While I think the cover doesn’t say anything, it’s still an attractive cover. I think it almost works in making someone pick it up because they’ll be compelled by the image to find out what it is about. It’s ultimately a story about fitting in and about bullying, and it’s contemporary realistic. The paper bomb on the cover fits with a part of the story, and the title, Permanent Record, is about Badi, the main character.

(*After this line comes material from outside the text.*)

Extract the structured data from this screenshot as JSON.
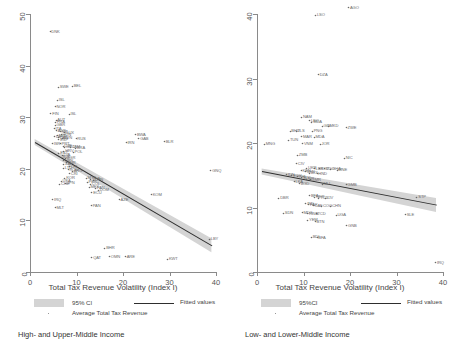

The paperback edition of Permanent Record, available August 14, is a slight improvement on the original in that it grounds the story a bit more with a genre. You know it’s going to be a realistic novel because it features the lower-half of a trio of real people. It looks like so many other realistic YA titles out there that use stock images of people. I’m not entirely sure, though, I understand this particular stock image. The kids look like they’re going camping, not attending school deep inside Chicago proper. What’s interesting, though, is it looks almost like the two boys in the picture are people of color — it’s interesting because that’s a rarity but, unfortunately, we don’t get to see their faces to know if they really are. And since this is a story about a person of color, it would have been awesome to see that head-on. The font for the title, as well as Stella’s name, are a marked improvement from the hardcover. It looks like the blurb is gone from the paperback, as well.

For me, the winner is the paperback in this round. It looks more polished and tells a little more about the book itself.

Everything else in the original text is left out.